You have
settled in. Maybe your coffee has arrived, or a glass of the local
beer.
Suddenly,
you realize that someone is looking at you.
"Oh,
hey, you're reading that book? Oh my god, I loved it but not as much
as I loved The Martian. Have you read The Martian? So
much better than the movie, right? Oh you haven't read it? You have
to!"
And with
that, the book goes on your lap, and you politely smile and nod in
assent, neither really agreeing nor disagreeing, nor really giving a
shit.
"Oh
you were in Laos too? How long? Just a week? I was there for two."
A man
with dreads rolling a cigarette in the corner pipes in. "Yeah,
Laos was cool. I was there three weeks."
They
begin to compare notes. "Yeah, I went on this trek." "Of
course I went to the Four Thousand Islands." Another chimes in.
"Ohhhhh, well I was supposed to go to Si Phan Don"
-- using the Lao name, a surefire way to establish credibility --
"but I had stopped over at this gorgeous riverside temple, and I
just couldn't bear to leave."
The
variations of this game of one-upsmanship are endless. The most
places you've been, of course, is the main competition, but there are
countless others. Whether you went somewhere or really went
somewhere, really experienced it. The allotted minimum of time
needed in a certain place. The roughest country bus rides, the
spiciest meals, the foulest local hooch, the friendliest locals, the
wildest parties, the most miserable hangovers (contrasted with
whatever intense activity they were supposed to be doing that day,
which usually involves having to climb a mountain), the most
unspoiled beaches, the most overrated destinations, all one great
footrace towards some very nebulous and very Eurocentric notion of
"authenticity."
There is
also, of course, the conflation of a brutal tight-fistedness and
transcendence.
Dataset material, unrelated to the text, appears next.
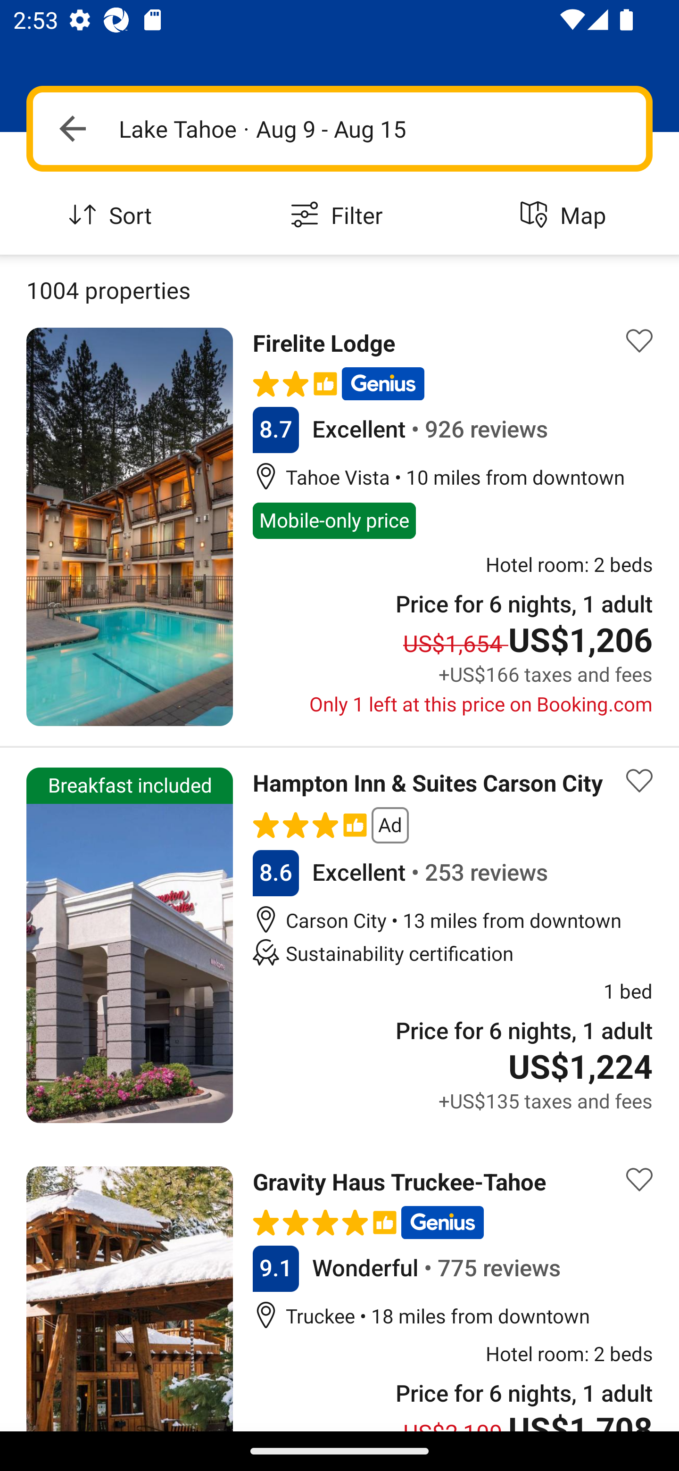 This screenshot has width=679, height=1471. What do you see at coordinates (639, 781) in the screenshot?
I see `Save property to list` at bounding box center [639, 781].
These conversations tend to be long gripe-fests
involving flight deals, discounts, haggling skills, hand-wringing
about how much someone overpaid for something, the most exorbitant
tourist scams, the best way to avoid said exorbitant tourist scams,
and of course beefs with "dumb tourists" (which can
generally be interpreted to mean most anyone other than the person
speaking).
Somewhere,
typically around beer number three, the ethnic divisions start to
show. This is where you meet the Japanese tourist who tells you the
Rape of Nanking never happened, the Brit who defends his arrogance
and pettiness by saying "you don't understand English sarcasm,"
the German who mutters something about Muslims, the American who
loudly and bitterly complains about the lack of vegan and gluten-free
options.
When I'm
in this situation, this is typically the point where everyone else
goes to the club, and I go to bed.
And it's
the point where, when I go up to my hotel room and stare at the
ceiling, then at my phone, then back at the ceiling. In my cheap
room, I can hear the water run through old pipes, see the headlights
sweep across the walls, again and again.
I'll be
thinking about my own attempts to try to escape the fucking chokehold
of late-capitalist expectations, about my own frugality and the very
Protestant way in which I see it as a sign that I'm winning, about my
own gripes as I travel, about my annoyance at the sanitized
tawdriness in Amsterdam, the unsanitized tawdriness in Phnom Penh,
about my self-consciousness about my American traits -- the
terminology I use, the tendency to act like a big kid while drunk --
about how I get just as pissed at the people I consider to be the
dumb tourists.
But then I wake up in the morning. I see the steeple of a Medieval church cutting across the sunrise, or smell baking empanadas from a back alley kitchen entrance, or hear the sounds of drums in a Chinese temple. And in that moment, the breeze crossing my face, it is mine and mine alone.